I don't believe you know what your talking about. That's why we all left out
the possibility. I also left out the possibility that Santa will give me a
Compaq iPaq and Microsoft will write common dialog boxes that will correctly
allocate memory for choosing multiple files without writing an OS hook.
Frankly, Assembly language is indentical to machine code in the same sense
the letter A is indentical to its corresponding ASCII code. It isn't a
different language, and C programs do not get compiled into an ASCII file
with an .asm extension. They get compiled into an object file, which is
machine code. If you want to see the asm code, you can use a debugger. You
can assemble debugged object files code and debug assembled object files.

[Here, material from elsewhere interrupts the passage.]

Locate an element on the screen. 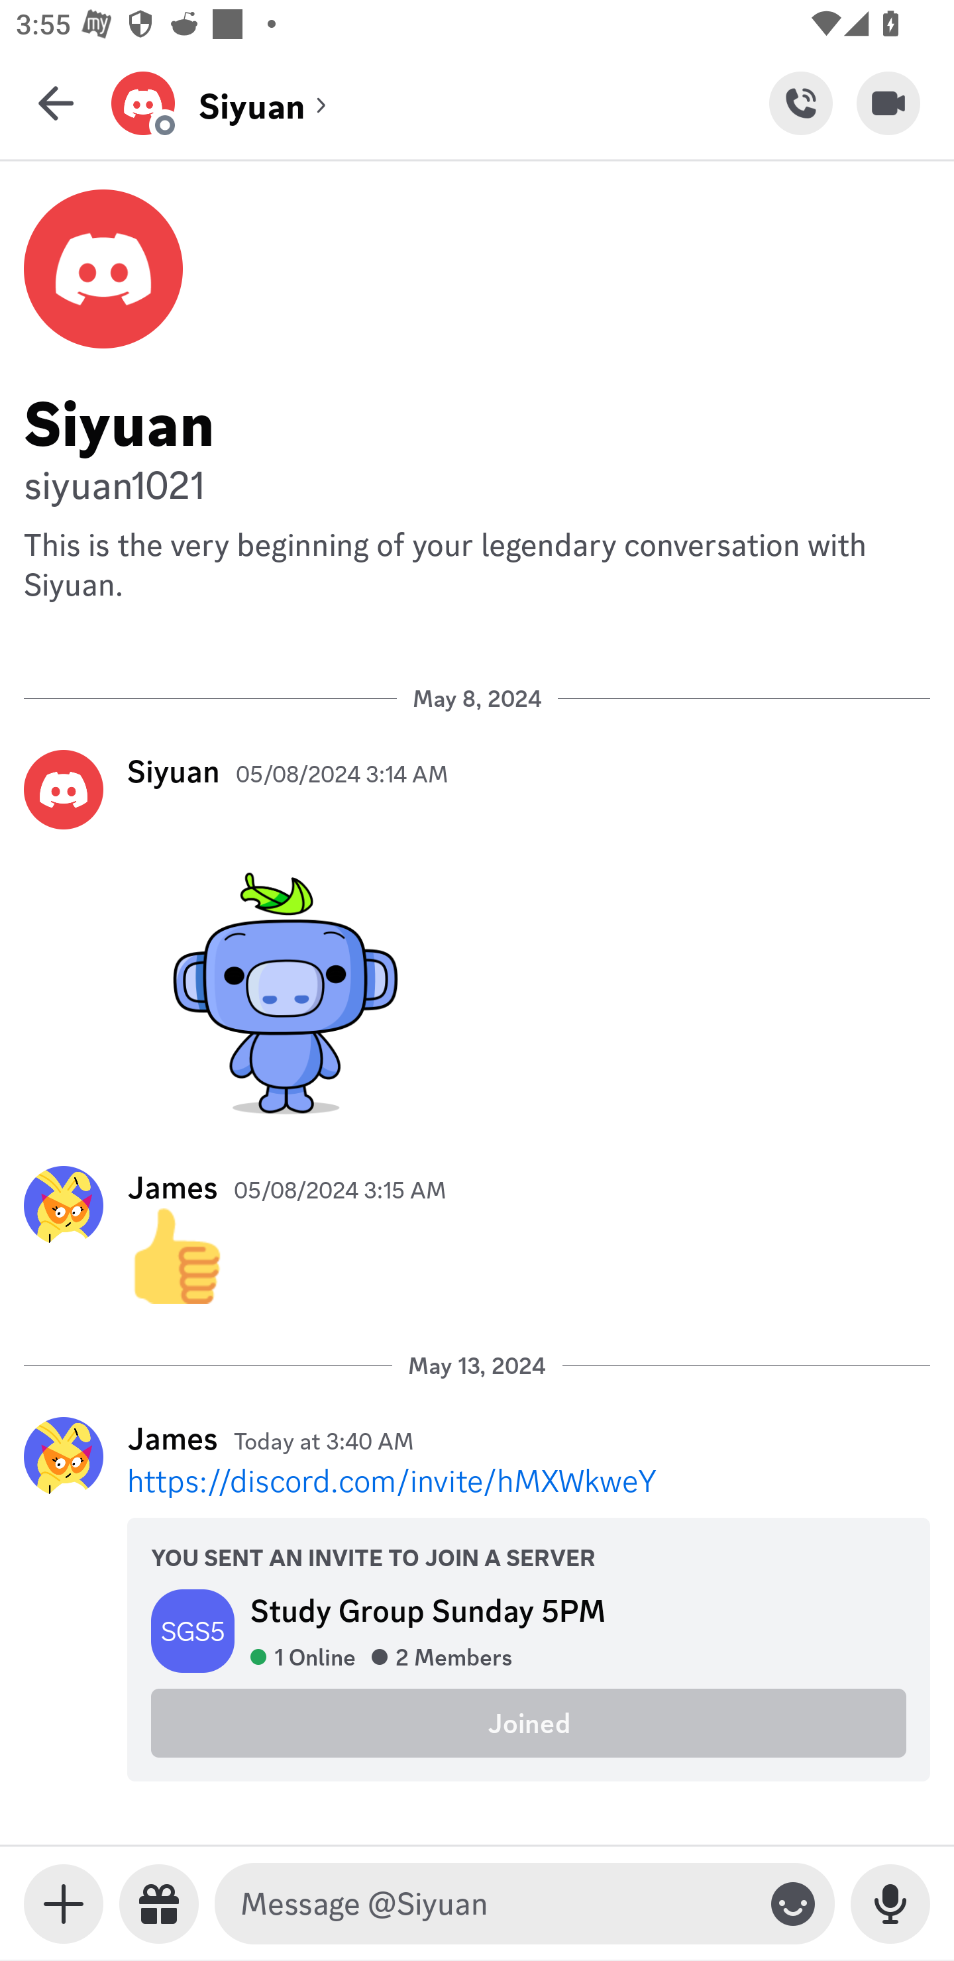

Meaning they are functionally identical. Just like the number 15 is the same
as hex value 0xF and binary %1111. All asm instructions are nmenonics,
because ALL THEY DO is represent an exact, unchanging numerical opcode.

Matt

> As I've read through all of this, I've noticed you've all left out a
> possibility, and I'm wondering why.
>
> Why can't you just make a C-compiler that compiles into machine code? If
it
> compiles to asm, then it is only obvious that it will have to be compiled
> AGAIN to machine code, so why don't you just skip the middleman and go
> straight to machine code.
>
>Or, does this require too much time and/or programming experience?